Smart Management: Sales Quotas for ’09: Managing With Uncertainty

Many organizations would prefer to manage the sales force without quotas. They are hard to set, always subject to challenge, and frequently get trumped by forces beyond the control of the sales force. And some sales organizations do operate without quotas: Classic “income producer”-type sellers—such as manufacturers reps, real estate agents, and tradersȔmay have “target performance” levels to achieve.

Since they earn commission payments, however, the pay system pretty much creates a self-evident performance outcome. Simply stated, if you don’t sell anything, you don’t get paid. There is little room for confusion for this sales model. While the assigned target performance objectives are interesting, the commission payments are the final arbitrator of good or poor performance.

But most business-to-business sellers are “sales representatives.” Their role is to represent a company’s unique product and service offerings. Sales management hires and trains a well-aligned sales force to promote these products and services to accounts. Sales leaders offer a competitive base salary and incentive opportunity—with upside earning potential—to recruit and retain sales personnel. There is usually an explicit commitment to sales talent: “Achieve the goals we set for you and you can earn your target incentive, plus more for outstanding results.”

Most companies plan for 60 to 70 percent of all sales personnel to reach and exceed their goal, thus earning target earnings and higher. This sales management model requires assigned sales quotas to work. Since the target earnings are pre-specified, sales management must define annual objectives to achieve payouts. Thus, sales quotas provide the means for assigning objectives to achieve payouts.

The assignment of a sales quota begins high in the headwaters of the finance and marketing teams as they prepare the annual forecast for the next fiscal year. Hopefully, sales management is providing input, too. Usually prepared three to six months before the start of the fiscal year, the forecast is subject to many competing demands. Publicly traded companies try to balance the need to exceed industry standards while ensuring the accuracy of the financial forecast.

Once established, senior management passes the forecast to the sales department as an “annual sales objective.” Through the process of quota allocation, sales management—using a variety of techniques—then disperses this number to the regions, districts, sales teams, and then the sales representatives. Anything can happen along the way…and usually does.

Sometimes the forecast is wrong: It’s too easy or too hard. Sometimes sales management will add to the annual sales objective (over-assign) or under-assign it (known as “breakage”). Of course, as sales management filters the sales objective down to the salesperson, field management is making numerous good—and some not-so-good—decisions.

During normal economic times, this imperfect system creates a set of sales quotas for sales personnel. Whether driven by advanced algorithms or gut judgments, this system creates predictable noise inherent in all sales quota systems.

But the uncertainly of 2009 creates a compounding problem for sales executives. Are the quotas too hard? Are they too easy? How will the second half of the year look? Should I make adjustments now? Should I wait?

If you have income producers, let the Darwin model prevail. The strong will survive; the others will find something else to do with their lives.

If you have sales representatives, here are some potential solutions. If the first quarter wasn’t too bad, then…stay the course. If you have at least 45 percent of your salespeople reaching quota, while not great, it’s not a disaster. Don’t make any adjustments. If your quotas were widely wrong for the first quarter, with more than 45 percent of your sales personnel not making quota, you need to make some changes. Here are your choices:

Add an accelerator. Don’t change the quota, but provide additional dollars for exceptional performance. The people exceeding quota will retain their historic earnings levels.

Declare a sales quota holiday. Pocket the first quarter results and pay out 80 percent of the target incentive to everyone.

Terminate the current quotas. Provide no make-up for Q1, but redo the quotas for the remainder of the year.

Shorten the sales quota cycle. Move to quarterly quota allocation to improve accuracy caused by uncertain market trends.

One final note: If finance complains about the increase in relative costs, you will need to trim costs by other means, such as reducing other sales expenses and headcount.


■ **WHAT YOU HAVE TO DO**: Retyping the entire listing exactly is the task.

--- START ---

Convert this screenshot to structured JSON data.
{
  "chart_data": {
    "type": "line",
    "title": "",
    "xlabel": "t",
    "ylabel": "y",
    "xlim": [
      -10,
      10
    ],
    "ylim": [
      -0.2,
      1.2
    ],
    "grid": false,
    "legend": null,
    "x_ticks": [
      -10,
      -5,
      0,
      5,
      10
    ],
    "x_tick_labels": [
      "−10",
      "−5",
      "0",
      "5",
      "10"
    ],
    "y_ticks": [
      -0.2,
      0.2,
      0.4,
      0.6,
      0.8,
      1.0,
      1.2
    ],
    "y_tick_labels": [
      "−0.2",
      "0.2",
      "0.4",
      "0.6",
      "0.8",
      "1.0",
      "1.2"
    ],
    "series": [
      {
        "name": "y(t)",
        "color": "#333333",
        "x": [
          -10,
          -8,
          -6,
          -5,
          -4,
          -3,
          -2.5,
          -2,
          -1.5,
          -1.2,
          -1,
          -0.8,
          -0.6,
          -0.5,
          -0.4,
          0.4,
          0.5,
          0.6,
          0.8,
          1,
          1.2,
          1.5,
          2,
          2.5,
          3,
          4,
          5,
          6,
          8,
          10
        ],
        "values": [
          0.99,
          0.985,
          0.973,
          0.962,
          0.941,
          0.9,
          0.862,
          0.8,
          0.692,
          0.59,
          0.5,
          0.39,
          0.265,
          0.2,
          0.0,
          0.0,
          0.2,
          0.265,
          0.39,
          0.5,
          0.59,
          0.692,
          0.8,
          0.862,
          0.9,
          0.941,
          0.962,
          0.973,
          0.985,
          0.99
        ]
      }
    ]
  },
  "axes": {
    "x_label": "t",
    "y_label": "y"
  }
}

--- END ---

■ **OUTPUT FOR THIS TASK**:
Convert this screenshot to structured JSON data.
{
  "chart_data": {
    "type": "line",
    "title": "",
    "xlabel": "t",
    "ylabel": "y",
    "xlim": [
      -10,
      10
    ],
    "ylim": [
      -0.2,
      1.2
    ],
    "grid": false,
    "legend": null,
    "x_ticks": [
      -10,
      -5,
      0,
      5,
      10
    ],
    "x_tick_labels": [
      "−10",
      "−5",
      "0",
      "5",
      "10"
    ],
    "y_ticks": [
      -0.2,
      0.2,
      0.4,
      0.6,
      0.8,
      1.0,
      1.2
    ],
    "y_tick_labels": [
      "−0.2",
      "0.2",
      "0.4",
      "0.6",
      "0.8",
      "1.0",
      "1.2"
    ],
    "series": [
      {
        "name": "y(t)",
        "color": "#333333",
        "x": [
          -10,
          -8,
          -6,
          -5,
          -4,
          -3,
          -2.5,
          -2,
          -1.5,
          -1.2,
          -1,
          -0.8,
          -0.6,
          -0.5,
          -0.4,
          0.4,
          0.5,
          0.6,
          0.8,
          1,
          1.2,
          1.5,
          2,
          2.5,
          3,
          4,
          5,
          6,
          8,
          10
        ],
        "values": [
          0.99,
          0.985,
          0.973,
          0.962,
          0.941,
          0.9,
          0.862,
          0.8,
          0.692,
          0.59,
          0.5,
          0.39,
          0.265,
          0.2,
          0.0,
          0.0,
          0.2,
          0.265,
          0.39,
          0.5,
          0.59,
          0.692,
          0.8,
          0.862,
          0.9,
          0.941,
          0.962,
          0.973,
          0.985,
          0.99
        ]
      }
    ]
  },
  "axes": {
    "x_label": "t",
    "y_label": "y"
  }
}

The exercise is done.